Monday, Mar. 03, 1980
Brain in Spain
By Michael Demarest
THE ELDORADO NETWORK by Derek Robinson Norton; 409 pages; $12.50
Exam question: What does Spain produce? Well, brave bulls, rough red wine, the only true sherry, paellas, painters, poets, playwrights, flamenco dancers, gypsies, guitarists, terrorists, royalists, fascists. That answer rates 9.5 on the bromide scale. The most spectacular product of Spain, in fact, is and always has been the manic-romantic, the legion of brillants who have ranged from the old salt who convinced the Spanish that he had discovered a passage to India to the faded "conquistador" who tilted at windmills. Not quite in their league, but certainly in the milieu, is Luis Cabrillo, a young disenchanted adventurer who has been kicked out of 23 schools and almost as many jobs. But the semifictional Luis owns one of the best brains in Spain. In The Eldorado Network, the fourth novel by English Author Derek Robinson, Luis becomes a spy for the Germans in World War II, supposedly reporting to his masters from all-but-defeated Britain.
Luis gets his professional start as a driver for three foreign correspondents during the Spanish Civil War, quickly learning the arts of duplicitous reporting. Then he stumbles onto a small fortune in bank notes that have been salvaged from bombed Guernica. Postponing his career in intelligence, he meanders around Spain for most of a year on a donkey named Fred--after Astaire because of its jug ears--and later holes up in Madrid for two years until the cash runs out. It is then that he goes to work for the Abwehr. The Germans like Luis mainly because he speaks English volubly and can make change from ten bob for a threepenny Cadbury's bar. He became fluent in that twisting tongue in order to get his money's worth out of American movies, for which the Spanish subtitle might read "Be gone!" while the sound track said, "I'll kick your teeth past your tonsils." Luis earns the Nazis' trust and the Iron Cross with his prescient reports on British planning. In time, Eldorado (Luis' code name) acquires an imaginary network of agents, all handsomely remunerated by German intelligence, which pours their pay into Cabrillo's Lisbon bank account. The cash from Berlin flows and grows. And Cabrillo never gets closer to England than Oporto.

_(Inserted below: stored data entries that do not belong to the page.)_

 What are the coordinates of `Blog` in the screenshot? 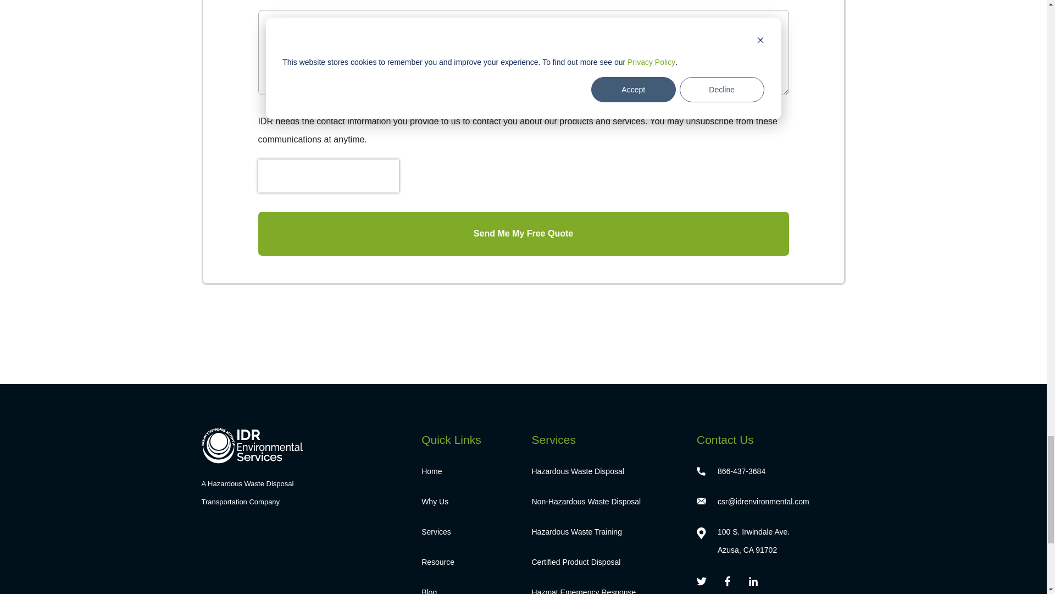 It's located at (468, 588).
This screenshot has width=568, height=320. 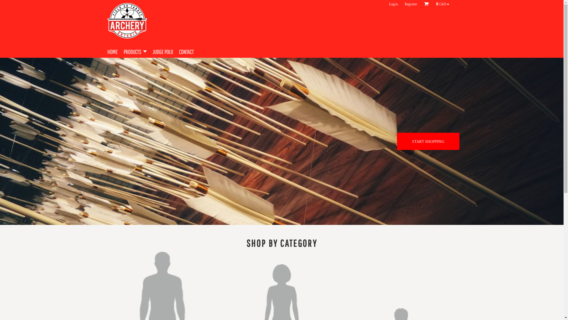 What do you see at coordinates (186, 51) in the screenshot?
I see `CONTACT` at bounding box center [186, 51].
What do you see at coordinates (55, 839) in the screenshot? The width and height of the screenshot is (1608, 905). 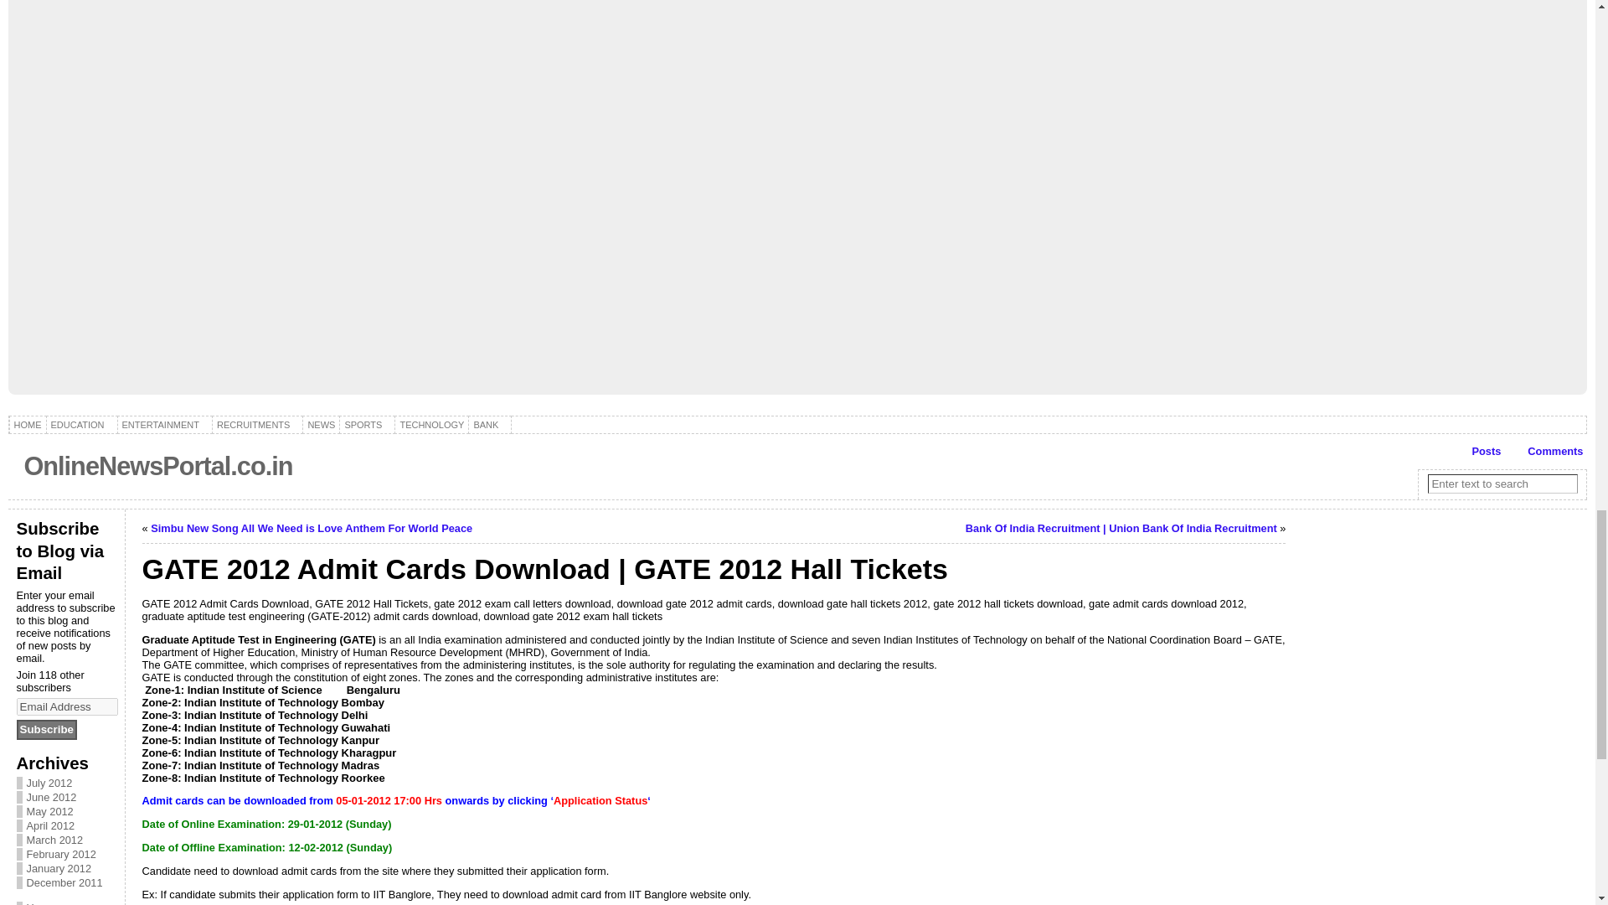 I see `March 2012` at bounding box center [55, 839].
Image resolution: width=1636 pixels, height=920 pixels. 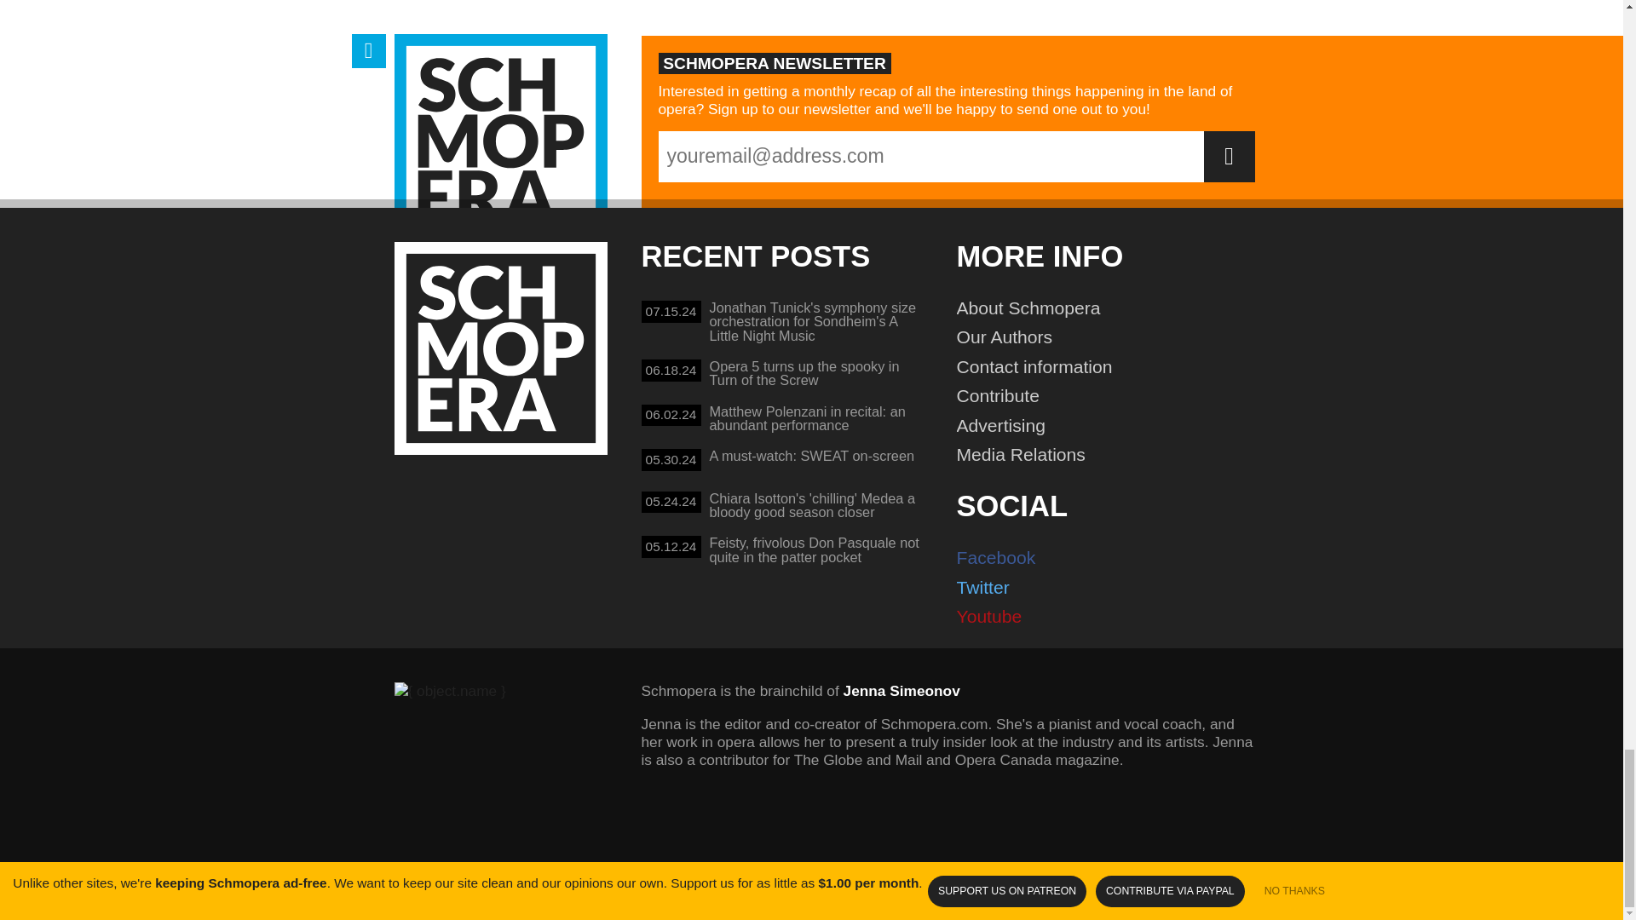 What do you see at coordinates (1113, 396) in the screenshot?
I see `Contribute` at bounding box center [1113, 396].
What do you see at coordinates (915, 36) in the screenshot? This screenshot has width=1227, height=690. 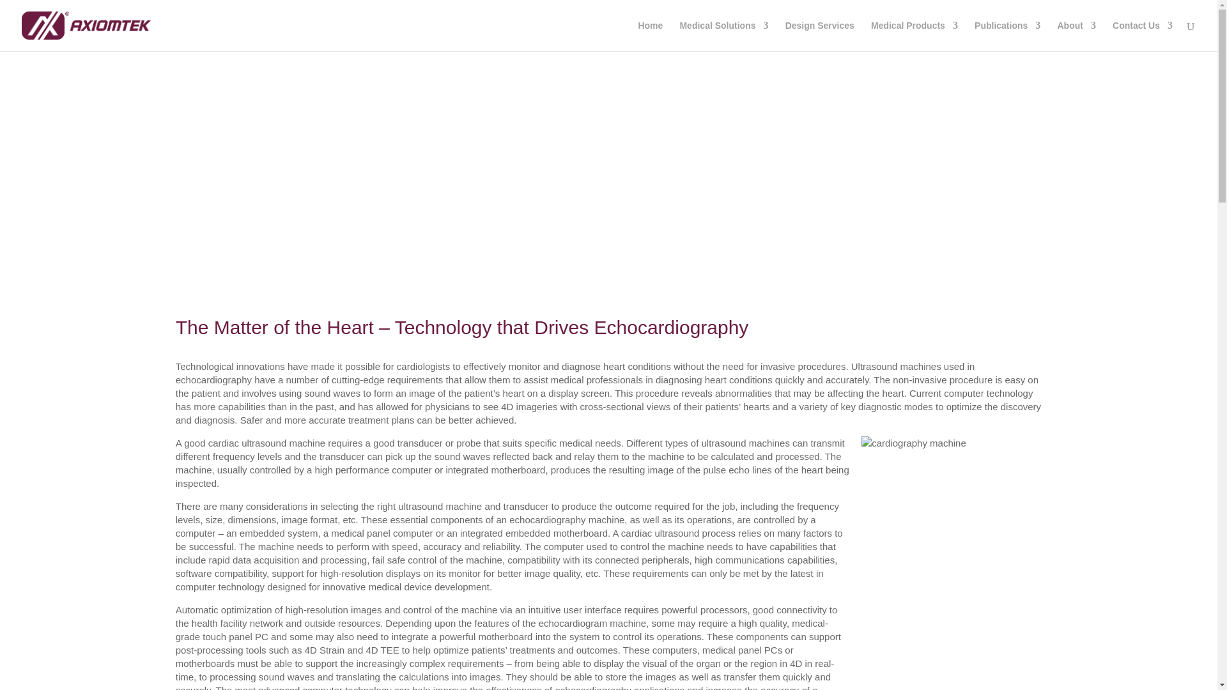 I see `Medical Products` at bounding box center [915, 36].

Superspy Luis winds up working as a double-agent for the Brits, brilliantly predicting from Portugal an Allied invasion of Greece, when the Big One was of course scheduled for North Africa. Despite the deception, the Abwehr concludes that the Cabrillo cabal had spotted every diversionary clue and was blameless.
Confidence in Cabrillo's chance of survival is not so easily maintained. Slaving in his office, Eldorado becomes obsessed with his imaginary network. Derived from guidebooks and railway timetables, the false messages flow to Madrid and thence to Berlin with "authentic" reports on everything from British re search on light alloys to homosexuality in the submarine service. Luis comes closer and closer to a Mauser slug in the chest. In real life, and most fiction, he would be cheaply expendable. Here he is not, because the rise of Luis from Franco's Most Wanted list to nouveau millionaire is too good to end abruptly, not least because his life is joined by Juliet Francis Conroy, a Los Angelena of equally dubious creditability. The American is beautiful and wry, a one-woman survival kit who leads him on to yet another plot . . .
For publishers and reviewers, Eldora do falls into the limbo of espionage-thriller-mystery books. A pity, for the story of Luis Cabrillo deserves consideration both as serious fiction and quasi history. As the author acknowledges, Luis is based on a real-life Spaniard code-named Arabel, who blithely invented espionage in Lisbon for the Germans and worked legitimately for the British during the war. Robinson, 48, a Cantabrigian who lives in a Surrey village Wodehousefully named Chipping Sodbury, worked for eight years as a Madison Avenue copywriter to finance his career as a novelist. The experience appears to have sharpened his sense of irony. He writes lyrically of the terrain of Spain, of the "vast and seamless tent" of sky above Madrid. Like his hero, who never set foot in England, Robinson has never even seen Madrid.